Wednesday, February 07, 2018

Global Warming in Ursula Le Guin's 1969 Novel "The Left Hand of Darkness"

The science fiction writer Ursula Le Guin recently died (she lived in Portland, Oregon for decades), and since I hadn't read anything by her I thought I better get started. So I picked The Left Hand of Darkness, her breakthrough book published in 1969. She was on the ball, because even then she knew about CO2 and global warming. Here she writes about her fictional planet of Gethen.
Eskichwe rem ir Her hypothesized that the volcanic activity in N.W. Orgoreyn and the Archipelago has been increasing during the last ten or twenty millennia, and presages the end of the Ice, or at least a recession of it and an interglacial period. CO2 released by the volcanoes into the atmosphere will in time serve as an insulator, holding in the longwave heat-energy reflected from the earth, while permitting direct solar heat to enter undiminished. The average world temperature, he says, would in the end be raised some thirty degrees, till it attains 72°. I am glad I shall not be present. Ai says that similar theories have been propounded by Terran scholars to explain the still incomplete recession of their last Age of Ice. All such theories remain largely irrefutable and unprovable; no one knows certainly why the ice comes, why it goes. The Snow of Ignorance remains untrodden.
It's interesting that she associated CO2 warming with the Ice Ages, as science did for a good while back then, I think, while it grappled with understanding the Pleistocene.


-- Problem to solve --
Wherever a line of the records contains "annotations", copy that line.

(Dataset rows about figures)

####################

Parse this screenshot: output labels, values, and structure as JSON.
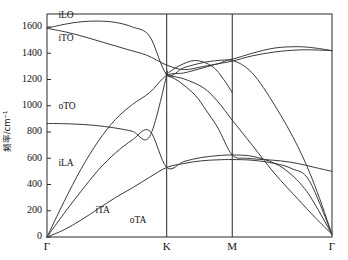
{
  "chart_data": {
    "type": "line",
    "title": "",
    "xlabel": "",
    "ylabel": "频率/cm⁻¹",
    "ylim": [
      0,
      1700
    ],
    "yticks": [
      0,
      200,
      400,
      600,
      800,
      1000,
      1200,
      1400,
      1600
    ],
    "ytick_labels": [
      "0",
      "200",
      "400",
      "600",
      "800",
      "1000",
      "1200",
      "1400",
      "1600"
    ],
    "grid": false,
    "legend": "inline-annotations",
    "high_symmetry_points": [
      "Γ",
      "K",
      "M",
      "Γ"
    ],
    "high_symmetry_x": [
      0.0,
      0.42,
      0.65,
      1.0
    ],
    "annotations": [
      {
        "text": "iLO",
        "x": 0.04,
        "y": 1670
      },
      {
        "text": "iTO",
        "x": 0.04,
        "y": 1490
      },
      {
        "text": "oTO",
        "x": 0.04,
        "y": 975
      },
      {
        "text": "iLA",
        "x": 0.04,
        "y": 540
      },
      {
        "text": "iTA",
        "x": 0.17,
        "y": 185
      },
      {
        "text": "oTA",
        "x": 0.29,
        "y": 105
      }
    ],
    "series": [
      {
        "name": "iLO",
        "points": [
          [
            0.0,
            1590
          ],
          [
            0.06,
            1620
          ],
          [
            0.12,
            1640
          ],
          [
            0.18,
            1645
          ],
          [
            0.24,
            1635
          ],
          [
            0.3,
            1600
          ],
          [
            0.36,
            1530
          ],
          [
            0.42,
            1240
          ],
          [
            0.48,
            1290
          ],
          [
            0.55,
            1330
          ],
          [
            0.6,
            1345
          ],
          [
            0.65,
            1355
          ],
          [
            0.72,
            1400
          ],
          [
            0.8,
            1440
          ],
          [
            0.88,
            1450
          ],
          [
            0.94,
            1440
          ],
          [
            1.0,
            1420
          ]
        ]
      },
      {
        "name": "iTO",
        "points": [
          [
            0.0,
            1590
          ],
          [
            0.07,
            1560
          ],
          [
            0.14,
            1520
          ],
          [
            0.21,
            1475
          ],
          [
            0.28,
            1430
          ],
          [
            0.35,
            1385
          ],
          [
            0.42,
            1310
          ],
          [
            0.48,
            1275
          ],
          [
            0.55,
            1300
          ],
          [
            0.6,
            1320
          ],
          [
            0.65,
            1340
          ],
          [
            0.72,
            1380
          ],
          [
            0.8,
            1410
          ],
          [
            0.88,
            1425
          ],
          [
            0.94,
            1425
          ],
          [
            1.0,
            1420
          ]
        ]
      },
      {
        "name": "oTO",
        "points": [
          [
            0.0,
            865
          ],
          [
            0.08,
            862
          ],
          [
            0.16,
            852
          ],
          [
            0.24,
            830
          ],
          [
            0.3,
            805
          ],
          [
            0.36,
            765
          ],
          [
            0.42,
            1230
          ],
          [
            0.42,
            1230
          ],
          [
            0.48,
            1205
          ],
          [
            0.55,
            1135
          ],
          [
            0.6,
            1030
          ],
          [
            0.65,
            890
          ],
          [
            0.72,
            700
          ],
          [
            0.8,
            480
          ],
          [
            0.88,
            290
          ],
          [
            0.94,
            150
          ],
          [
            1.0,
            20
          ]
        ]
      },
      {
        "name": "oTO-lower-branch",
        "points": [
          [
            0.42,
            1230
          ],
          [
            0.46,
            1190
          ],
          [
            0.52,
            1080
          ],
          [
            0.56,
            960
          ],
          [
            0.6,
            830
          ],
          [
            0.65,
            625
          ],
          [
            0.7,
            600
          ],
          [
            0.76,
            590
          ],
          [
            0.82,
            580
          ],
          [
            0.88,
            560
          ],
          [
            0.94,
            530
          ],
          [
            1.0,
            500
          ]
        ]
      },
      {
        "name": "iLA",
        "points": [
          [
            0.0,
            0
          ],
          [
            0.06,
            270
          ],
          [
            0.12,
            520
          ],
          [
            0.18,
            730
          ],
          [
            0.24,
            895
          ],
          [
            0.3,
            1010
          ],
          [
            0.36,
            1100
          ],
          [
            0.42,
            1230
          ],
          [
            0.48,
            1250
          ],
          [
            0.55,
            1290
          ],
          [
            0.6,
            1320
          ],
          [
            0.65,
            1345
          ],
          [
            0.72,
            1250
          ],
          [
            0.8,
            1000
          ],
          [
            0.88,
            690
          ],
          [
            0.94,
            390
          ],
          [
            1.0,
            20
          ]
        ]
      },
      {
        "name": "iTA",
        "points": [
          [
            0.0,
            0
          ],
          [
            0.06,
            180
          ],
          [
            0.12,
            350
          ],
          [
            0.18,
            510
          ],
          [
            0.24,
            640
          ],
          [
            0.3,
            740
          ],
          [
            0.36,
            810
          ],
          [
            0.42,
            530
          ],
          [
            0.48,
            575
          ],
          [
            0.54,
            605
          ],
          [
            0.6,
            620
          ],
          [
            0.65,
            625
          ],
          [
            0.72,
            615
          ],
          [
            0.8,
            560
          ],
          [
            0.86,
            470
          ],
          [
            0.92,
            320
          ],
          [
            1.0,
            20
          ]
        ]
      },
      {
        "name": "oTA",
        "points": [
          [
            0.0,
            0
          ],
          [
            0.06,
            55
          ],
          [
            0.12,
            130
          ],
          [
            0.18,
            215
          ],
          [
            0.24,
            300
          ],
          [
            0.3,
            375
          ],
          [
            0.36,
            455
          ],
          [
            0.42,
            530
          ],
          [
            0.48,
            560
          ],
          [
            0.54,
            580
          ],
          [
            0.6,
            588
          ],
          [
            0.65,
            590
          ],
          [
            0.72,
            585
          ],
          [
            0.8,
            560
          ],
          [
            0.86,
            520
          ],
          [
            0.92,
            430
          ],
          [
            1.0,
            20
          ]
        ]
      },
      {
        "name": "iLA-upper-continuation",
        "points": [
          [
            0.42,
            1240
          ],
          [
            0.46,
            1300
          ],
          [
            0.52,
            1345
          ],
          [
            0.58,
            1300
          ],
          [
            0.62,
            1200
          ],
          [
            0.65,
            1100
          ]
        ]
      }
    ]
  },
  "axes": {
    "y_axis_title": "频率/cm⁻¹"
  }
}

####################

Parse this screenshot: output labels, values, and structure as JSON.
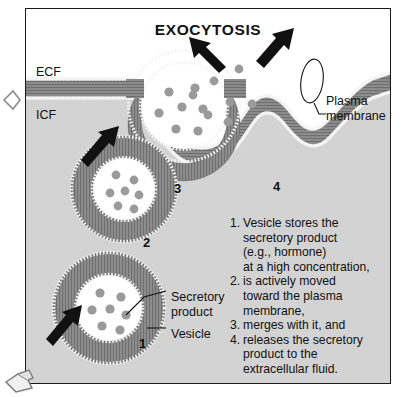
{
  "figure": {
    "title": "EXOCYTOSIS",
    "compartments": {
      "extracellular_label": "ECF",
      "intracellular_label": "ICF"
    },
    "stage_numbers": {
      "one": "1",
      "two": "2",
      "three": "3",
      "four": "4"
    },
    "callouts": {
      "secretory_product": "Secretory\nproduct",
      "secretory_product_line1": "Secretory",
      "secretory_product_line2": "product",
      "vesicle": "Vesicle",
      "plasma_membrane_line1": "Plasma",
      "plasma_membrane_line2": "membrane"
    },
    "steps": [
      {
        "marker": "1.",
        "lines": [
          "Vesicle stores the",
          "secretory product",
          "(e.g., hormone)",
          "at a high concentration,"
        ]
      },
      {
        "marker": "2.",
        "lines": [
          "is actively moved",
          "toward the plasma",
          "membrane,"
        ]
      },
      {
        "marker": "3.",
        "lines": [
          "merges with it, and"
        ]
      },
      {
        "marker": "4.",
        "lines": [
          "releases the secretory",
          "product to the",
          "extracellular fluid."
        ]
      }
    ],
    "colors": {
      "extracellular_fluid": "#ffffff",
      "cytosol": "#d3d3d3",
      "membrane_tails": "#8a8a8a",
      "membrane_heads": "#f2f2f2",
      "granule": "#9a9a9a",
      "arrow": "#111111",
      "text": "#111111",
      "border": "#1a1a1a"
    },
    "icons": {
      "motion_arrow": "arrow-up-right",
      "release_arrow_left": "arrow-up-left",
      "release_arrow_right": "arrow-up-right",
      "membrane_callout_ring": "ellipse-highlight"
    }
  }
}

####################

-- Output below --
    "legend": "inline-annotations",
    "annotations": [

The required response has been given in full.